PM defends 'racist' TVNZ survey

2:56 pm on 15 March 2016

Prime Minister John Key says he does not have a problem with a question in a TVNZ survey which has been labelled racist by Maori MPs.

Prime Minister John Key talks to reporters at Parliament

Prime Minister John Key talks to reporters at Parliament Photo: RNZ / Jane Patterson

Māori MPs are calling for the state broadcaster to apologise and retract "racist" questions from a survey which seeks to find out how "Kiwi" we all are.

The KiwiMeter survey asked New Zealanders questions about nationhood and, in a Māori section, touched on Māori culture and asked whether Māori should not have special treatment.

Mr Key says the question is a legitimate one to ask.

"I mean we're partners together.

"The point of which we signed the treaty - it was the foundation stone of modern New Zealand, but it was the foundation stone of where we were equal and treated equally, and I think my own view is that the government should fund on the basis of need not on the basis of race."

Labour leader Andrew Little said the question did not need to be included in the survey, as it presupposed something that smacked of prejudice.

Caucus run 21/07/15

Te Tai Tokerau MP Kelvin Davis Photo: RNZ / Alexander Robertson

Te Tai Tokerau MP Kelvin Davis said the question was designed to incite racial intolerance and he wanted it withdrawn.

"I was left thinking, what's special about having our land stolen from us, higher Māori incarceration rate, worst health outcomes, lower educational outcomes - just what exactly is the special treatment we're getting?"

The survey also asked whether discrimination was stifling Māori success.

TVNZ head of news and current affairs John Gillespie said he would not apologise for the question.

"We think that in the survey it is important to be robust and to have questions in it that reflect all parts of society so we won't be taking out questions where we thought long and hard about why they're in there," he said.

Clifton van der Linden, the chief executive of Canadian company Vox Pop Labs, was in charge of the survey and said Mr Davis' claims were "categorically false".

His company was reflecting the views that already existed in what he called "the discourse", he said.

"Asking the question doesn't imply Māori received special treatment. If I were asking the question 'John shouldn't paint his house yellow', it doesn't imply John is painting his house yellow."

Metiria Turei

Metiria Turei Photo: RNZ / Demelza Leslie

Green Party co-leader Metiria Turei disagreed and said the questions were a disgraceful approach to serious issues facing Māori in Aotearoa.

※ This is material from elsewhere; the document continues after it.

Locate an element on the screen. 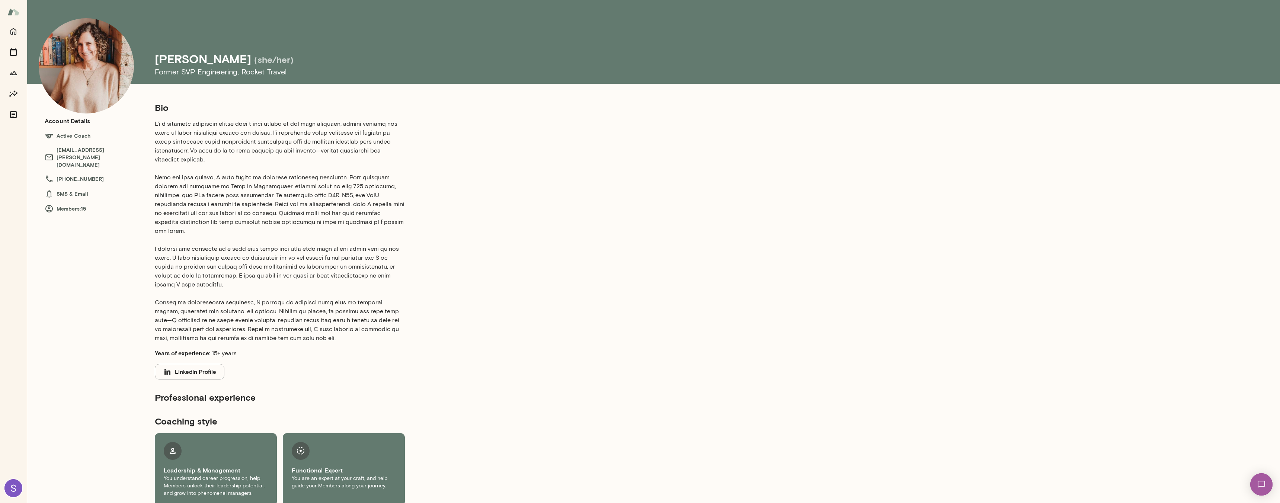 The height and width of the screenshot is (503, 1280). h5: Professional experience is located at coordinates (280, 397).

"What exactly are they asking people about? Are they asking people about having Treaty rights recognised and reparation for land stolen by the Crown, are they talking about the special treatment of not getting access to housing or our parents being kicked out of bars for being Māori?

"The questions are fundamentally misleading and racist."

TVNZ's Mr Gillespie did not see it that way, and said 120,000 people had already participated in the survey, including Māori.

Mr van der Linden was also in favour of keeping the survey as it was.

"We can learn more about the mechanisms through which racism and prejudices operate and find ways to combat these prejudices," he said.

"If you don't ask the question, how do you hope to find the answer?"

The Human Rights Commission was also looking into the issue, and said the question about Māori receiving special treatment assumed that was the case.

Māori Party co-leader Marama Fox said she wanted to know more about how the survey was undertaken.

The whole survey "is trying to gauge what New Zealanders think about New Zealanders", she said.

"But when you look at questions over religion, immigration and Māori, why do we need a Canadian company on behalf to TVNZ to write a survey about ourselves?"

Maori Party co-leader Marama Fox

Photo: RNZ / Alexander Robertson

One of the four political academics consulted on the final questions, Danny Osborne, said the group recognised that the issues were sensitive, and accepted that when a question was drawn out in isolation it could appear to be biased.

"However, the questions used in KiwiMeter are mutually dependent, and so removing one question would destroy its balance," he said.